The report found that “five of the 10 action items from the rough notes of the 7:30pm meeting reference the video.”

Unlike the Usama bin Laden raid in 2011, in which Clinton, President Obama and his national security team watched events unfold from the Situation Room, they never gathered for Benghazi.

Clinton issued the only statement that night from the administration, following the White House meeting. It read in part: “Some have sought to justify this vicious behavior as a response to inflammatory material posted on the Internet.”

However, Clinton said something very different privately.

In an email provided to the Select Committee, Clinton told daughter Chelsea, “Two of our officers were killed in Benghazi by an Al Queda-like [sic] group.”

Clinton also told Egypt’s prime minister the following day: “We know that the attacks in Libya had nothing to do with the film. It was a planned attack -- not a protest.”

Kansas GOP Rep. Mike Pompeo, a Benghazi committee member, told Fox News in advance of the report’s release that the report is new and significant because it’s the first to include interviews from “everybody on the ground” in Benghazi.

More than 30 people’s lives were at risk that night, and the majority worked at the secret CIA annex in Benghazi.

Pompeo also said the findings show “it’s unambiguous the administration knew immediately it was a terror attack. And the story of fog of war was known to be false immediately by everyone in the administration.”

Clinton, the presumptive Democratic presidential nominee, has seen her campaign plagued by questions about whether she and the rest of the State Department provided adequate security for Americans before the attacks and about why the administration continued to tell Americans the attacks were inspired by the video.

Committee Republicans say the deputies’ meeting, in which Clinton was involved, on the night of the Benghazi attack shows she’s not ready for the so-called “3 a.m. call.”

The report interviewed more than 80 witnesses previously not called before Congress to testify.

Among them was Ben Rhodes, the president’s deputy national security adviser for strategic communications, who with political adviser David Plouffe prepped Rice for her national TV appearances claiming the video was responsible for the terrorist attack.

Rice said her statements were based on the best available information, but nobody from the intelligence community such as the CIA director or the Director of National Intelligence briefed Rice. That was done by the political appointees.

In fact, a Sept. 14, 2012 memo from Rhodes included the subject line: "RE: PREP Call with Susan: Saturday at 4:00 pm ET."

The email was sent to a dozen members of the administration's inner circle, including key members of the White House communications team such as then-Press Secretary Jay Carney, who also pushed the video narrative in the days after the attacks.

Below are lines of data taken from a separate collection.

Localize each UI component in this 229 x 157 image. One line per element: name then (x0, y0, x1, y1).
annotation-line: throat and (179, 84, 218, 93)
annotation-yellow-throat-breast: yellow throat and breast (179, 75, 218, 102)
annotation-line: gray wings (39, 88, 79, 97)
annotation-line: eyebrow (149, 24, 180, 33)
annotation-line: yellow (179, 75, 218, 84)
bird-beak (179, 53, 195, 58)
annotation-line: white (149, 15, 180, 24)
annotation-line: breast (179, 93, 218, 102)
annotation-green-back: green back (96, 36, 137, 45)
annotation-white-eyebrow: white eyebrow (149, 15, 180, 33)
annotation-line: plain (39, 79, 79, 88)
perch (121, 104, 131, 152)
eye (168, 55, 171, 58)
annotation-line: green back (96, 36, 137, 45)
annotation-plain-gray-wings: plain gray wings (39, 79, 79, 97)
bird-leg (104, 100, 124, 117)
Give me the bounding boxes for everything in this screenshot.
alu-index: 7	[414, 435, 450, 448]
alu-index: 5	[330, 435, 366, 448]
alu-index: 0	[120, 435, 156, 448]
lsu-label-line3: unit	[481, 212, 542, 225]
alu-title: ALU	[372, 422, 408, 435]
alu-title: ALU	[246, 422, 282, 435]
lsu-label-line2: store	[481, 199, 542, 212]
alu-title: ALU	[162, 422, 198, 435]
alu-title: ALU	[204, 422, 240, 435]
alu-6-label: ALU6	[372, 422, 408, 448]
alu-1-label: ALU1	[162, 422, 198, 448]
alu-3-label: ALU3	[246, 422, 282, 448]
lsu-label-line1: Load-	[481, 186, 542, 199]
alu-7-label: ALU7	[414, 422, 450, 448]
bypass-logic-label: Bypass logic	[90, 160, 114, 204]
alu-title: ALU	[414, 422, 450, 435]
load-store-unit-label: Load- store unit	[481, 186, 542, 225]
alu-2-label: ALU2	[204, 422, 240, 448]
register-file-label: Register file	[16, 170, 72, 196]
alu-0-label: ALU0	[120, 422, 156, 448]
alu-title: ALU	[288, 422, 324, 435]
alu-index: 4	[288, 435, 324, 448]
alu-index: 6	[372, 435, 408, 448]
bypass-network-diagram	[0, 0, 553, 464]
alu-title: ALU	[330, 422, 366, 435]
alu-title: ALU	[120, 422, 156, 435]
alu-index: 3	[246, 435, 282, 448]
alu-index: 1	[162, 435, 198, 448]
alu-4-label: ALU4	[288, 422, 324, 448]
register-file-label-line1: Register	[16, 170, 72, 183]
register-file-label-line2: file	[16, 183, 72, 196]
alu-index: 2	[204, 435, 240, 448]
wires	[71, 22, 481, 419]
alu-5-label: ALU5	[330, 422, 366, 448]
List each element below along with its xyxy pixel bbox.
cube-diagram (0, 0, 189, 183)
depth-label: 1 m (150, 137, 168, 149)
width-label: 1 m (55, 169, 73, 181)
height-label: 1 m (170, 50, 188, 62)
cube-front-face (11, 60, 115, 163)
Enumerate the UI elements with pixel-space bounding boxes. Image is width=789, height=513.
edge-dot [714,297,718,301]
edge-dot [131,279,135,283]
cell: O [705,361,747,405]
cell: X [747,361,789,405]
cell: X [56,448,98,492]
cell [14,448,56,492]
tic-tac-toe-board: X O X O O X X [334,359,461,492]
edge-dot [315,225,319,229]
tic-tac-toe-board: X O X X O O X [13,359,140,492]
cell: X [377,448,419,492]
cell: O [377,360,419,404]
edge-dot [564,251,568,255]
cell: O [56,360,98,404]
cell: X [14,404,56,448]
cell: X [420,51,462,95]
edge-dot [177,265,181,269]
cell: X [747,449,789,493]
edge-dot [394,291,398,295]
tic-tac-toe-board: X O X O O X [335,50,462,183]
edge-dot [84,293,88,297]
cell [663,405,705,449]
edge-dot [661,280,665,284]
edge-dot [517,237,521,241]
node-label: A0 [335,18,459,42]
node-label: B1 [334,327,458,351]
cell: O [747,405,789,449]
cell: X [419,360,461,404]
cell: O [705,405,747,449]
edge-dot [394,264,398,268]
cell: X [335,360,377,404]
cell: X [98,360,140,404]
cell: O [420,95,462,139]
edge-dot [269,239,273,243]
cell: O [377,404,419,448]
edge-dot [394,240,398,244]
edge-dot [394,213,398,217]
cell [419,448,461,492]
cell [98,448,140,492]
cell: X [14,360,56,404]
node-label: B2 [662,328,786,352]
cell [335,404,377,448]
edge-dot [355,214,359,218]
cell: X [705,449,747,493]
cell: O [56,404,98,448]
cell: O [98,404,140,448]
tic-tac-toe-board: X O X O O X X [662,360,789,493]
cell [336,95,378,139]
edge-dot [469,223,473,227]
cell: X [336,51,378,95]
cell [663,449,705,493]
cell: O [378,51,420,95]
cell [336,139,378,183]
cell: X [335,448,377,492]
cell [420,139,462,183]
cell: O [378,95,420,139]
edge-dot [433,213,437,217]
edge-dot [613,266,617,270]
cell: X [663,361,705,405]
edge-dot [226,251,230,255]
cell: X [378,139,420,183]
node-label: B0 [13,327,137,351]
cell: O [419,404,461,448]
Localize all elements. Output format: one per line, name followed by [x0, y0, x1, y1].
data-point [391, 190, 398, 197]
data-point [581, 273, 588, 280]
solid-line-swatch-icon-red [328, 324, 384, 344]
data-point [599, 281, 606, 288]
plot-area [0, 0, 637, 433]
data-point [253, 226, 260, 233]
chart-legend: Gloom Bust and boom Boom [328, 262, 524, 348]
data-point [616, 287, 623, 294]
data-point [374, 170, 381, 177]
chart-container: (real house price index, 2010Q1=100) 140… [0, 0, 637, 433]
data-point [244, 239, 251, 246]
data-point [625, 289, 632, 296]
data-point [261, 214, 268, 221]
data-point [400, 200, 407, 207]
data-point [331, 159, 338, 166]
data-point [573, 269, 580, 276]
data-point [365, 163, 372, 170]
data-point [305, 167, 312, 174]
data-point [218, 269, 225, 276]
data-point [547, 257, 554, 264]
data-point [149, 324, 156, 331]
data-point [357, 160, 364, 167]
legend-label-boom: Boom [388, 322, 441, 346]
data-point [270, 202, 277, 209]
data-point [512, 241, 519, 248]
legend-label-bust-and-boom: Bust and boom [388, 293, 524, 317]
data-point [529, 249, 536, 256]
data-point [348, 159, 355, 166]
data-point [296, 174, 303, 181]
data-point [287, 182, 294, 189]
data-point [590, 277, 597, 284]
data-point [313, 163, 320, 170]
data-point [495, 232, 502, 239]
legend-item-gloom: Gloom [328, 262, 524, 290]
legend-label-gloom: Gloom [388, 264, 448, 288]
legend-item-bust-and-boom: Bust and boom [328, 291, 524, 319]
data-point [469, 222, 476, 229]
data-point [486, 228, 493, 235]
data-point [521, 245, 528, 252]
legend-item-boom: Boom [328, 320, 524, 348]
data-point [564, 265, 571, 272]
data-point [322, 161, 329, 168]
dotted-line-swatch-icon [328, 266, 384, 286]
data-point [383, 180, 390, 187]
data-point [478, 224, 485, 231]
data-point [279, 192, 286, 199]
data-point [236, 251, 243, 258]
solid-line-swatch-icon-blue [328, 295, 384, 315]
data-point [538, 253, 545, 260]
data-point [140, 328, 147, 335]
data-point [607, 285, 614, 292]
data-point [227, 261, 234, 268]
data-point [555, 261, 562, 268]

In the email, Rhodes specifically draws attention to the anti-Islam Internet video, without distinguishing whether the Benghazi attack was different from protests elsewhere, including one day earlier in Cairo.

The Rhodes email, which was a catalyst for the Select Committee, was first obtained by Judicial Watch through a federal court lawsuit under the Freedom of Information Act.

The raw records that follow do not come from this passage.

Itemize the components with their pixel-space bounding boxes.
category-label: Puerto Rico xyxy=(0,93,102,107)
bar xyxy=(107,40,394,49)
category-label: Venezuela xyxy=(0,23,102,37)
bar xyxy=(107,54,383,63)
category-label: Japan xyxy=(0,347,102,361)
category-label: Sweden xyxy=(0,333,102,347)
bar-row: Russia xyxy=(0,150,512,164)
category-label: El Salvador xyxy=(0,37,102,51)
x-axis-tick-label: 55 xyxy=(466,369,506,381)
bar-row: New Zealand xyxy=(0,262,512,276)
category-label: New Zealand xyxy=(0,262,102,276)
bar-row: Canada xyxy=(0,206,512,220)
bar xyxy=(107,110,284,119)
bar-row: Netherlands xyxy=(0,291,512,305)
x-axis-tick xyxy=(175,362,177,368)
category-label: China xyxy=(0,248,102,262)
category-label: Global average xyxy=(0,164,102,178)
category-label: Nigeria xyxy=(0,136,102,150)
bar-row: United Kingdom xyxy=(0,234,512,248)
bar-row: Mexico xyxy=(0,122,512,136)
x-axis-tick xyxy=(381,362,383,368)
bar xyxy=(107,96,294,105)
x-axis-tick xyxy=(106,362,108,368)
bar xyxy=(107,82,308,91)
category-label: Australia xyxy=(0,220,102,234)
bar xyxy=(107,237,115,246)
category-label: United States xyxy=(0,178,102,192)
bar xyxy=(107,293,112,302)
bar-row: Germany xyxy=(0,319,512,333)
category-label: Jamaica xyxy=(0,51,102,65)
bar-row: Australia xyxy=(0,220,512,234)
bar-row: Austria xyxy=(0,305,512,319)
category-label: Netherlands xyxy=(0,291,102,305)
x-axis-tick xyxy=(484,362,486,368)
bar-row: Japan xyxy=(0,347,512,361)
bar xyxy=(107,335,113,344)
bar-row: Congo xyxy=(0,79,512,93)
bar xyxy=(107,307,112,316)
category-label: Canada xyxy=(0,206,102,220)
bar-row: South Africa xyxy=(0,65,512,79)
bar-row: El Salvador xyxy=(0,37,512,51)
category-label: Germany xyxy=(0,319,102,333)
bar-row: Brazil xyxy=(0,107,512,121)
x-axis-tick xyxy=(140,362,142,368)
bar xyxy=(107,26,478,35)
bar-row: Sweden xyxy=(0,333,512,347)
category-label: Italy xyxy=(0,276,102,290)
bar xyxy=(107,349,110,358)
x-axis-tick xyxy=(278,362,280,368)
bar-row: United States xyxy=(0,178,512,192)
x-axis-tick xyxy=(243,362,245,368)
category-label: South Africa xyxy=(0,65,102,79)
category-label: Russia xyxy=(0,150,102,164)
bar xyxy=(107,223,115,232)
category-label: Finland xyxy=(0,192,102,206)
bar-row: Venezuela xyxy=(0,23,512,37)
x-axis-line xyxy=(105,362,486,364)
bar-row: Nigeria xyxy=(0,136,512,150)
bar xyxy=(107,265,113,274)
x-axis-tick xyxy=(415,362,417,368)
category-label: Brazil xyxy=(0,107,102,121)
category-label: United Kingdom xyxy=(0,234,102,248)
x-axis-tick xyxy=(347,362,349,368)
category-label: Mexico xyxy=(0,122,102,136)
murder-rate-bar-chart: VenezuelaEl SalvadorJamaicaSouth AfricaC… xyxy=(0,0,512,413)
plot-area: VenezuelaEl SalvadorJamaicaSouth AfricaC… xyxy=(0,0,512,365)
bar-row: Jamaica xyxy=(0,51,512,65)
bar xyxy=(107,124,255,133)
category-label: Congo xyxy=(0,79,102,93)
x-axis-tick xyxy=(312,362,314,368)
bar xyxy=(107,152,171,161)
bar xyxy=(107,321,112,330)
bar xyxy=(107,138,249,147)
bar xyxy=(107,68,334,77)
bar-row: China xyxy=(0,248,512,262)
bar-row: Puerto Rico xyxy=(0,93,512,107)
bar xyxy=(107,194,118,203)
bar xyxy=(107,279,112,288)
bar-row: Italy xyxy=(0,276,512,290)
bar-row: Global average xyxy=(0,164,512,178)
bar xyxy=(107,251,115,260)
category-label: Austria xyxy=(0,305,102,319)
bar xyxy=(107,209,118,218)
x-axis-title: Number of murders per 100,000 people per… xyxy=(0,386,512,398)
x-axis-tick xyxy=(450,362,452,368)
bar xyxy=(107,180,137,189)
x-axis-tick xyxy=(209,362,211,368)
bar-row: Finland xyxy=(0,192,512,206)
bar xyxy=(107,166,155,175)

The email lists the following two goals, among others: "to underscore that these protests are rooted in an Internet video and not a broader failure of policy” and “to reinforce the President and Administration's strength and steadiness in dealing with difficult challenges."

Rhodes was the same official who signed off on Clinton’s statement the night of the attack linking the video to Benghazi.

The report found the post attack intelligence analysis had errors, contradicting the eyewitness accounts that night, and it alleges the administration latched onto the faulty analysis to defend and justify their misleading statements to the public.

There were in fact two sets of talking points – the White House version by Rhodes and the one by the CIA.  When editing the CIA's version, Deputy Director Michael Morell knew his personnel on the ground disputed the protest analysis, but he gave the final say to his analysts in Washington, thousands of miles away.